Movie review by Greg Carlson
Filmmaker and activist Iara Lee’s “Stalking Chernobyl: Exploration After Apocalypse” ventures into the sites and surroundings of the abandoned Chernobyl Nuclear Power Plant, introducing an assortment of “stalkers” drawn to the growing popularity of this upside-down variant on eco-tourism. Lee incorporates excellent, pre-disaster archival footage that emphasizes a constructed, utopian, Soviet-era idealism. And she balances that perspective with contemporary accounts of the explorers who seek thrills picking through the ghostly remains of Pripyat. The result largely avoids the fate of so much media designed primarily to inspire action. Despite the stern warnings predicting future catastrophe, Lee’s film investigates the past by sharing stories of the present.
Lee listens to a wide range of voices: children who lost parents to radiation-related illness, Pripyat residents forced to leave behind nearly all their belongings, sanctioned and unsanctioned guides trying to make an income, fearless (clueless?) enthusiasts who camp in abandoned buildings and drink water retrieved from the plant itself. Others explain their connections to a place many would never agree to visit. The historical content, especially the sections addressing the so-called “bio-robots” and liquidators who risked their lives in the aftermath of the disaster, is as harrowing as the ongoing concerns that forest fires will ignite radioactive material.
Despite the movie’s clear position on the dangers of expanding nuclear power, Lee does not shrink from the otherworldly allure that draws so many to Chernobyl and Pripyat. Photographers love the haunting, decaying rooms that appear to have been designed directly for some post-apocalyptic horror film or video game. The latter, Lee reminds the viewer, overlaps with the digital simulacra in “S.T.A.L.K.E.R.: Shadow of Chernobyl,” the first-person shooter that draws from real-life geography as well as the sci-fi novella “Roadside Picnic” and Andrei Tarkovsky’s film “Stalker,” the latter of which gets a closing credits shout-out from Lee for its inspiring lyricism.
The piles of books in classrooms, the empty swimming pools, the desolate apartment blocks, the iconic Ferris wheel, and the rows of hospital beds make for grim sets captured over and over by the cameras of amateur and professional alike. One subject points out a central conundrum: no measures are in place to prevent visitors from interacting with and disturbing these spaces. No matter how conscientious some stalkers claim to be, things are taken and things are left behind. Dozens of dolls, manufactured long after 1986 and positioned to enhance the eerie effect, seem to multiply like an invasive species.
Whether or not you have seen the work of Maryann DeLeo or “Voices from Chernobyl” or “The Russian Woodpecker” or the popular 2019 HBO series or any number of other fascinating films on the subject, one suspects that a large group of viewers will watch “Stalking Chernobyl” with a sense of morbid curiosity, stunned that so many young people are undaunted by the long-term impact of the disaster on the environment and on the human population. But one look at the massive structure of the Duga radar array — dizzyingly captured by drone photography as well as by the daredevils who climb it — and you realize that the Exclusion Zone, or “Zone of Alienation,” will continue to attract attention no matter the level of hazard.
“Stalking Chernobyl: Exploration After Apocalypse” received the Best Documentary Feature Award from the 2021 Fargo Film Festival. The movie will screen as part of the virtual event from March 18 to 28.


*The problem:* Which lines of the data below contain "AREAS"? Please show them all.

Figure record extracts:
*** Begin section ***

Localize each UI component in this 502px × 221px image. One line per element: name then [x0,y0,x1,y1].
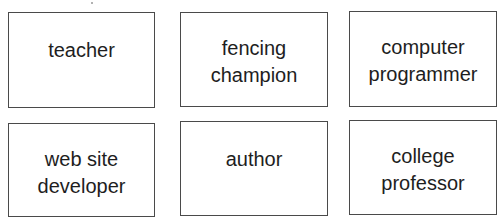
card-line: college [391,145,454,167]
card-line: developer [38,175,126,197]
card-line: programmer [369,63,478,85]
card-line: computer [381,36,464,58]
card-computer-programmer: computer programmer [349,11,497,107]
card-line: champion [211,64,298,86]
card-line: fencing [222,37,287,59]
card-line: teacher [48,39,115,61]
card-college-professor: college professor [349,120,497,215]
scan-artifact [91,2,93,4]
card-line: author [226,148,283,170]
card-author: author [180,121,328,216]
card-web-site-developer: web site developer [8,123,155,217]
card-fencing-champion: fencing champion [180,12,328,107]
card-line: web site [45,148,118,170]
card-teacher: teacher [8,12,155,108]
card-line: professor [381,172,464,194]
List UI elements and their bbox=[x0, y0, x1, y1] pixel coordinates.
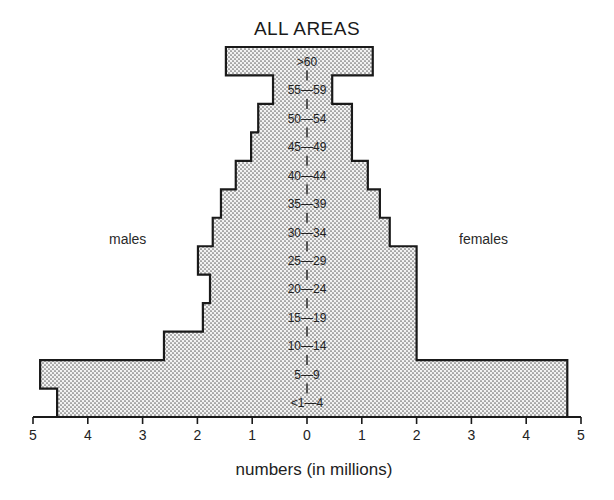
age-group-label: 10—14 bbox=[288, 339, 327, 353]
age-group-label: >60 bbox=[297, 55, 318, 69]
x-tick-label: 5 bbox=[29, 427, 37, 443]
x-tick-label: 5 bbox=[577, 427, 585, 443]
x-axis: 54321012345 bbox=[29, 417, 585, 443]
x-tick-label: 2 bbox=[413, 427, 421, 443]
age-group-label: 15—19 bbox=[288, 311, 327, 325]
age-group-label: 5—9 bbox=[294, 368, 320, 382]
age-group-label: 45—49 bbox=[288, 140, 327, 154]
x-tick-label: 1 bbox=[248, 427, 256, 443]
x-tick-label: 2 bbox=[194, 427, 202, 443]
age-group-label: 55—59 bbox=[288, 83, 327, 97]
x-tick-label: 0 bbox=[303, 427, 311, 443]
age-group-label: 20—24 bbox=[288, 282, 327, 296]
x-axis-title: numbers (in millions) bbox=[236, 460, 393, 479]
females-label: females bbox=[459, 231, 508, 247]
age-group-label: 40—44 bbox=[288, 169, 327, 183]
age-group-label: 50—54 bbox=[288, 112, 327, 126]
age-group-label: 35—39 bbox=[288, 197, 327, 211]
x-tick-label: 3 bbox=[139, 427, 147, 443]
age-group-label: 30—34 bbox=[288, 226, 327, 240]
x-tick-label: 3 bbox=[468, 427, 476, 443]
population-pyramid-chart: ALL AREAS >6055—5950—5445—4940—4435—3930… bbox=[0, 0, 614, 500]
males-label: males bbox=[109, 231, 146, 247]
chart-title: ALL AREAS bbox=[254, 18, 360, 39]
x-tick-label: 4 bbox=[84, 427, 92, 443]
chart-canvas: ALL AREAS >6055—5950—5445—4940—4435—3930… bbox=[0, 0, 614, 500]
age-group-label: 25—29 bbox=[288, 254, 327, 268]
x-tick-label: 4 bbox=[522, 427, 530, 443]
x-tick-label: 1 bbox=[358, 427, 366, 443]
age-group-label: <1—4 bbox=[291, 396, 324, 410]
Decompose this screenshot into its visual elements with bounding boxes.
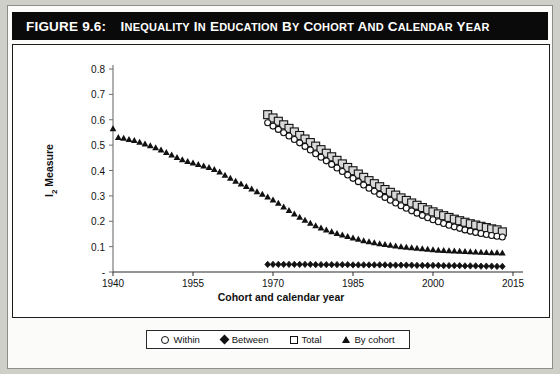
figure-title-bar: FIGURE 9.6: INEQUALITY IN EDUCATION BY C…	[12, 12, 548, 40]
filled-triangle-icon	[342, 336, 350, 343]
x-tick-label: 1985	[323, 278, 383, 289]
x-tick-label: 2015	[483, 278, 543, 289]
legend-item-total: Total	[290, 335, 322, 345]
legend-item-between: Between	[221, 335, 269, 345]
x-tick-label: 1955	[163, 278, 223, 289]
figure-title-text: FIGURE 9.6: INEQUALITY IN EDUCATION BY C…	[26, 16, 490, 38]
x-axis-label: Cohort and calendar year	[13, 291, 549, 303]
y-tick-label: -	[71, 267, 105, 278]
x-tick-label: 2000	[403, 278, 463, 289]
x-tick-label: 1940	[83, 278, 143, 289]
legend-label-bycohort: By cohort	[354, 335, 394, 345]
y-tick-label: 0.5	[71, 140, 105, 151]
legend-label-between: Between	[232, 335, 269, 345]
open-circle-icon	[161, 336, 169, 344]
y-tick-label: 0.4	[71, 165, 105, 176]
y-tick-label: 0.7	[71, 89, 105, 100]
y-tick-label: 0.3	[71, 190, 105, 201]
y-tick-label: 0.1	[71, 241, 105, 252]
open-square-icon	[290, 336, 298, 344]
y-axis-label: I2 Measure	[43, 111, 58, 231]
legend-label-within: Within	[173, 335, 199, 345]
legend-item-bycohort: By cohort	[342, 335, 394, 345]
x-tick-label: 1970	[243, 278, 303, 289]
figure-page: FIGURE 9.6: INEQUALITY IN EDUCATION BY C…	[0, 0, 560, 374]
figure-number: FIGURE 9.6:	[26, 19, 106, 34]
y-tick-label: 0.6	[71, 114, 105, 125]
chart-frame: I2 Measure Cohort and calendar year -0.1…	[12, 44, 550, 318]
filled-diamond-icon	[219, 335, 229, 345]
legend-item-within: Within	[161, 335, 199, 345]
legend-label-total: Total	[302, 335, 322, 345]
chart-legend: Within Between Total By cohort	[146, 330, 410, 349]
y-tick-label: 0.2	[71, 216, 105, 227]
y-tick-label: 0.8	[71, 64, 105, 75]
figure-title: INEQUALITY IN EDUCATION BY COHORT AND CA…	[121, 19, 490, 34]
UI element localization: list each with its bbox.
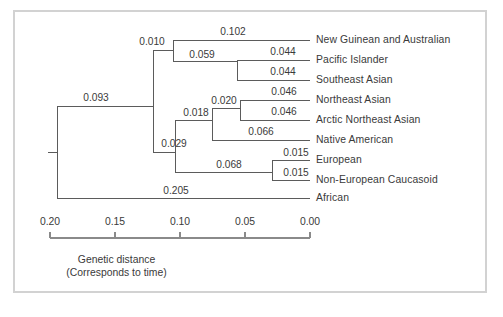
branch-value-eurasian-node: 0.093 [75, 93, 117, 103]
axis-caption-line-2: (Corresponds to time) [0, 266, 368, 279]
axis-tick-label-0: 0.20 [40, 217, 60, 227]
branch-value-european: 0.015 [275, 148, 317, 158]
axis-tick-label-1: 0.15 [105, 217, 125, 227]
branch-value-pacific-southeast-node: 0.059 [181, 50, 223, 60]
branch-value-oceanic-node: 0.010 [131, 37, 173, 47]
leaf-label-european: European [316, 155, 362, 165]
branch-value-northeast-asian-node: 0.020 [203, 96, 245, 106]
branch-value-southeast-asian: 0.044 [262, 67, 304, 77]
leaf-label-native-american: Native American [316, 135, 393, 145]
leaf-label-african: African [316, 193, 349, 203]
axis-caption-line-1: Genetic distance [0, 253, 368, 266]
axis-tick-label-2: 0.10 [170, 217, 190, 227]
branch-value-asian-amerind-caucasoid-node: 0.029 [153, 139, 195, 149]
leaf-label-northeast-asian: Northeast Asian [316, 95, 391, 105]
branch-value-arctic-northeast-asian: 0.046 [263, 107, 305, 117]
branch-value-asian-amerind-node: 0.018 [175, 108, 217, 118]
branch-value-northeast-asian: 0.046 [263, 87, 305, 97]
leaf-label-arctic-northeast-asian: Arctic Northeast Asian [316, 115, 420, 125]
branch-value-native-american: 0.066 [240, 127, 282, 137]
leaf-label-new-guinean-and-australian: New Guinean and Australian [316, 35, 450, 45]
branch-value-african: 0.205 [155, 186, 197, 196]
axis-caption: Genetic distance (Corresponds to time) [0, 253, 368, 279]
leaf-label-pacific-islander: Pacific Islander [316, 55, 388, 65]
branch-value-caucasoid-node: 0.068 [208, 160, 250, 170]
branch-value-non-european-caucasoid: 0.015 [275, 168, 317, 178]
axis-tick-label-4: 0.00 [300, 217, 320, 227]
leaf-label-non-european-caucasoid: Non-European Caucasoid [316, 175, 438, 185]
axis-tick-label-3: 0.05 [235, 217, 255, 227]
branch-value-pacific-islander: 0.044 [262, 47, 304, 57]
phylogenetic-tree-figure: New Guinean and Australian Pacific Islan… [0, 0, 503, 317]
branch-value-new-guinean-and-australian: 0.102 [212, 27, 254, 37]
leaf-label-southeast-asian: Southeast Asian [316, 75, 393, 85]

*** End section ***

*Answer below:*
population-pyramid-chart: ALL AREAS >6055—5950—5445—4940—4435—3930… bbox=[0, 0, 614, 500]
chart-title: ALL AREAS bbox=[254, 18, 360, 39]
chart-canvas: ALL AREAS >6055—5950—5445—4940—4435—3930… bbox=[0, 0, 614, 500]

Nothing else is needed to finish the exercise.